At the hearing, the defense analysts told the U.S. House Armed Services’ Seapower and Projection Forces Subcommittee that the Pentagon should begin a massive arms build-up, including additional nuclear submarines, for a possible war with China.

“Chinese leaders are ambitious and they are moving toward great power status,” Seth Cropsey, a senior fellow at the D.C.-based Hudson Institute, said according to DoD Buzz. “The U.S. is not taking this possibility as seriously as it should.”

To respond to this threat, he added, the U.S. needs to develop a detailed war plan involving U.S. military assets.

Jim Thomas, the vice president and director of studies at the Center for Strategic and Budgetary Assessments, pointed out that China’s military spending has increased nearly threefold in the past ten years, from a conservative $45 billion in 2003 to at least $115 billion currently.

“A decade ago China was reliant upon Russian assistance in its armaments, but is now increasingly shifted toward indigenous design and production,” he stated. “It is rapidly building up a modernized submarine force and its advanced guided missile destroyers represent a major improvement in fleet air defenses.”

Rep. Randy Forbes (R-VA), the chairman of the subcommittee, said that this modernization is “emboldening the Chinese government to exert their interests by bullying their neighbors and pushing back the United States in the Asia Pacific region.”

Although this week’s hearing included demands to enlarge the already massive military-industrial complex, the rapid increase of war tensions in Asia cannot be denied.
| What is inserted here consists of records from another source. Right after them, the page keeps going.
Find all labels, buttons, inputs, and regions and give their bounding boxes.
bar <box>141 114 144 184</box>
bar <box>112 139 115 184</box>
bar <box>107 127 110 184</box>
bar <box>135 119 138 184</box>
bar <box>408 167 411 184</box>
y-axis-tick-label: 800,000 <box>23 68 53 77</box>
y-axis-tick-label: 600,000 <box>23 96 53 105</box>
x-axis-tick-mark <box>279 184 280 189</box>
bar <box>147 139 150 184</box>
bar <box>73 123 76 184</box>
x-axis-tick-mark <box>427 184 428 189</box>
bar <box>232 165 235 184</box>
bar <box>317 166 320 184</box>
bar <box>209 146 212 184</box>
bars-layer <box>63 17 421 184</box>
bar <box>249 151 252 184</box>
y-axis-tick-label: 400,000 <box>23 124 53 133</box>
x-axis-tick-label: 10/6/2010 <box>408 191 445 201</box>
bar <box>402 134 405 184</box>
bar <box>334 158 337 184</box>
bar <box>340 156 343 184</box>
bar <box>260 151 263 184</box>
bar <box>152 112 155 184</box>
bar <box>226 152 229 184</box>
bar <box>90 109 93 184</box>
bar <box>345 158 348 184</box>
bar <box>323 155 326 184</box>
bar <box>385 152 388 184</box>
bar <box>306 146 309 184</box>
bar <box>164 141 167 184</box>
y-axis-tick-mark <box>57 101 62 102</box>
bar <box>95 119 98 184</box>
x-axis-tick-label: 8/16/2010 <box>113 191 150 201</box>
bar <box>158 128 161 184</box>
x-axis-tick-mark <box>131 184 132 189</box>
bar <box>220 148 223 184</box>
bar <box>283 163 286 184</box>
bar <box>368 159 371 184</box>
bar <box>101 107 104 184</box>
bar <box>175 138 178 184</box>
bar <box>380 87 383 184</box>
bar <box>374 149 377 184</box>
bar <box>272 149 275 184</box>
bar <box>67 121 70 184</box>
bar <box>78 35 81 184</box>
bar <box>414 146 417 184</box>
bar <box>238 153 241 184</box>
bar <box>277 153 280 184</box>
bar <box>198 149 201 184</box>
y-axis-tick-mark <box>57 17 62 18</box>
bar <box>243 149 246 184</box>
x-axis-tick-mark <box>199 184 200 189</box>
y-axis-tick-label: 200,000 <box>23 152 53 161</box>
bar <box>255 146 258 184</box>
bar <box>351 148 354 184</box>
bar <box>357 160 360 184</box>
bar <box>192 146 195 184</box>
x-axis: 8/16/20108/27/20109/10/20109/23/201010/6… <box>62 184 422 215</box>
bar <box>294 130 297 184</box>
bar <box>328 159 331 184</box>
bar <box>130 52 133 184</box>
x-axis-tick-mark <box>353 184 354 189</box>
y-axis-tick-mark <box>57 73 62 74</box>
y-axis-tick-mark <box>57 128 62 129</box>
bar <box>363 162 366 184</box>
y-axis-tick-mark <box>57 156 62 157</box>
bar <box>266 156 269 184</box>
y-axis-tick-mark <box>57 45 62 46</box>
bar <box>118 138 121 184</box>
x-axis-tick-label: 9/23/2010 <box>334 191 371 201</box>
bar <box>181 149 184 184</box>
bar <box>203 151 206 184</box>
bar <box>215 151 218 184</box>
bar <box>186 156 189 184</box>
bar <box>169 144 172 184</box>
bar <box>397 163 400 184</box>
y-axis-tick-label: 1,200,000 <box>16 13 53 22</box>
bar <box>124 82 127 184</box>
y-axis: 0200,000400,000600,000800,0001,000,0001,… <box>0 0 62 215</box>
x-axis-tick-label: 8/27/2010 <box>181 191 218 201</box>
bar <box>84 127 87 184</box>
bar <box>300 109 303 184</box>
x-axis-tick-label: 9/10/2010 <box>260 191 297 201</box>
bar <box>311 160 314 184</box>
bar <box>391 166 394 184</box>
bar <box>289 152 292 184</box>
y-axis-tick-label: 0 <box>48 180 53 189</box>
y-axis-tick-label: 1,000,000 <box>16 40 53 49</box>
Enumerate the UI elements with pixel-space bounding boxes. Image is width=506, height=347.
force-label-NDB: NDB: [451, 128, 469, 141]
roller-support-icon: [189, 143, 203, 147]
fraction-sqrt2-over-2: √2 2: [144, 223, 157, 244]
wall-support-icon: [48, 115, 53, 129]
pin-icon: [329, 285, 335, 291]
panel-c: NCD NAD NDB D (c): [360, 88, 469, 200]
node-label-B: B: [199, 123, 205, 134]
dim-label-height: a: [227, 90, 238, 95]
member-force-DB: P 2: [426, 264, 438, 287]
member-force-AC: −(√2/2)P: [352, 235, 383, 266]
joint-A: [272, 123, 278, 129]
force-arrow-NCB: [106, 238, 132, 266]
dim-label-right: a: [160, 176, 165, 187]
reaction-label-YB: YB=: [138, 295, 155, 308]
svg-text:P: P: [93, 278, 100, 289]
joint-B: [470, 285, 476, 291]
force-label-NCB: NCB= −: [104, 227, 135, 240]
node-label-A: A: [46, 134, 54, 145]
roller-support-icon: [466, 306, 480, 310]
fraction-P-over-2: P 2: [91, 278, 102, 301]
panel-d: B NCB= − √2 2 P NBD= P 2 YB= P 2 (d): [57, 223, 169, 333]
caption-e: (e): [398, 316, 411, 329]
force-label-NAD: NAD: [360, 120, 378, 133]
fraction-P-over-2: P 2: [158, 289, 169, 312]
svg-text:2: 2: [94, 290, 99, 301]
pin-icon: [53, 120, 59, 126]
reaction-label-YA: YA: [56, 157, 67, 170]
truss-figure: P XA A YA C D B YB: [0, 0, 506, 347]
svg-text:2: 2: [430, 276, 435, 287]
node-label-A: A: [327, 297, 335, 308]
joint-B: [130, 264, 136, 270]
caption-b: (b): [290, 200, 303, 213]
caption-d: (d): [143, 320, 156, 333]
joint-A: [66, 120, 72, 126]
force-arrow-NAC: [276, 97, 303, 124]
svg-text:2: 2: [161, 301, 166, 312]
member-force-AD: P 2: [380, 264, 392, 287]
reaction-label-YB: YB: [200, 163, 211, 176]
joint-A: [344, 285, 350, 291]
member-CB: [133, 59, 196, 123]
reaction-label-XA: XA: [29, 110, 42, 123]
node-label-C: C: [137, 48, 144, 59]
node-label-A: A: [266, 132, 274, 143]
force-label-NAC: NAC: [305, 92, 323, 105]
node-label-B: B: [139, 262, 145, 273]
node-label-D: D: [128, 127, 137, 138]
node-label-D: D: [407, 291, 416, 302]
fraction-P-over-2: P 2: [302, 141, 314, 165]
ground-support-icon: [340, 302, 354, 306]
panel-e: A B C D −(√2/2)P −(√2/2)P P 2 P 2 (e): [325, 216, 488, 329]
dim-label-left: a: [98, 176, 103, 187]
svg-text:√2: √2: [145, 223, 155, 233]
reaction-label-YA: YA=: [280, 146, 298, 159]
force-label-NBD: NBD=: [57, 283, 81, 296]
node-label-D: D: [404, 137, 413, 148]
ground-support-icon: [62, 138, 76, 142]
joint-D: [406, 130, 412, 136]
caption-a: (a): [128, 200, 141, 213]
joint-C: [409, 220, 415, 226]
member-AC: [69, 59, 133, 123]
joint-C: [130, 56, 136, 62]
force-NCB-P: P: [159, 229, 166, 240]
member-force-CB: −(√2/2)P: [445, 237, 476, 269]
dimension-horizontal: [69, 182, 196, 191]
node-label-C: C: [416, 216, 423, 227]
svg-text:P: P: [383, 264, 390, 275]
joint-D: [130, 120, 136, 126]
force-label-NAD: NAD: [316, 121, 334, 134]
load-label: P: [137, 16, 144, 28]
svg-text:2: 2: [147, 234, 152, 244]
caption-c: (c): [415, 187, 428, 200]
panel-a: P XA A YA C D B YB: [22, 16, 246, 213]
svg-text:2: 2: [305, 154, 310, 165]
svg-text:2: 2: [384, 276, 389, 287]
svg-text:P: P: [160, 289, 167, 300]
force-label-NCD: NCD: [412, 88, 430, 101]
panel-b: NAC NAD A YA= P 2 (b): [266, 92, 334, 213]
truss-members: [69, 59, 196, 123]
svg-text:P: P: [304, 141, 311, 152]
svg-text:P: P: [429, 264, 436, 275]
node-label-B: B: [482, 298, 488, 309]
On Dec. 9, a former Chinese Ambassador to the United Nations, Sha Zukang, said that a current territorial dispute between China and Japan, of which the U.S. and South Korea are also involved, could lead to World War III.

“If China started a war with Japan, it would be much larger than both the Sino-Japanese War and World War II,” he said to the China Times.
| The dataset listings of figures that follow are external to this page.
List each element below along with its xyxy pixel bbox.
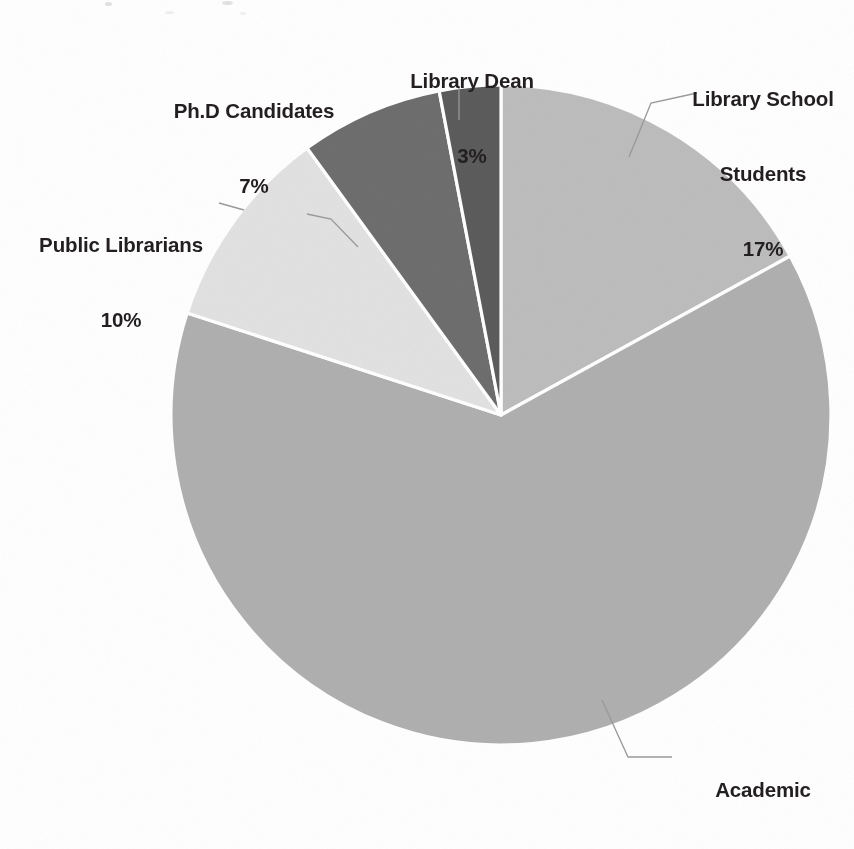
pie-chart: Library Dean 3% Ph.D Candidates 7% Publi… bbox=[0, 0, 854, 849]
slice-label-academic-librarians: Academic Librarians 63% bbox=[672, 727, 854, 849]
slice-label-library-school-students-name-line1: Library School bbox=[672, 86, 854, 111]
slice-label-library-school-students-name-line2: Students bbox=[672, 161, 854, 186]
slice-label-phd-candidates-name: Ph.D Candidates bbox=[139, 98, 369, 123]
slice-label-public-librarians-name: Public Librarians bbox=[5, 232, 237, 257]
slice-label-library-dean-percent: 3% bbox=[382, 143, 562, 168]
scan-artifact-speck bbox=[105, 2, 112, 6]
scan-artifact-speck bbox=[165, 11, 174, 14]
slice-label-academic-librarians-name-line1: Academic bbox=[672, 777, 854, 802]
scan-artifact-speck bbox=[240, 12, 246, 15]
slice-label-library-dean: Library Dean 3% bbox=[382, 18, 562, 218]
slice-label-library-dean-name: Library Dean bbox=[382, 68, 562, 93]
slice-label-public-librarians: Public Librarians 10% bbox=[5, 182, 237, 382]
slice-label-library-school-students-percent: 17% bbox=[672, 236, 854, 261]
slice-label-library-school-students: Library School Students 17% bbox=[672, 36, 854, 311]
scan-artifact-speck bbox=[222, 1, 233, 5]
slice-label-public-librarians-percent: 10% bbox=[5, 307, 237, 332]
Earlier, on Nov. 23, the Chinese government announced it would enforce new air traffic restrictions inside a self-declared Air Defense Identification Zone which includes most of the East China Sea.

This controversial Chinese ADIZ not only overlaps the ADIZs of Japan and South Korea but also includes the Senkaku Islands, the aforementioned territory in dispute between China and Japan.

The U.S. military did not change its flight operations to comply with China’s new ADIZ but the White House did ask U.S. civilian airliners to notify China when they fly through the zone.

In response, Chinese warships tried to stop the USS Cowpens, a guided missile cruiser, as it sailed through international waters inside the ADIZ on Dec. 5.

A Navy spokesman said that the Cowpens had to maneuver in order to avoid a collision.

Given these unprecedented confrontations, it is definitely possible that the military tensions in Asia could erupt into an all-out war between the U.S. and China, perhaps even a nuclear World War III.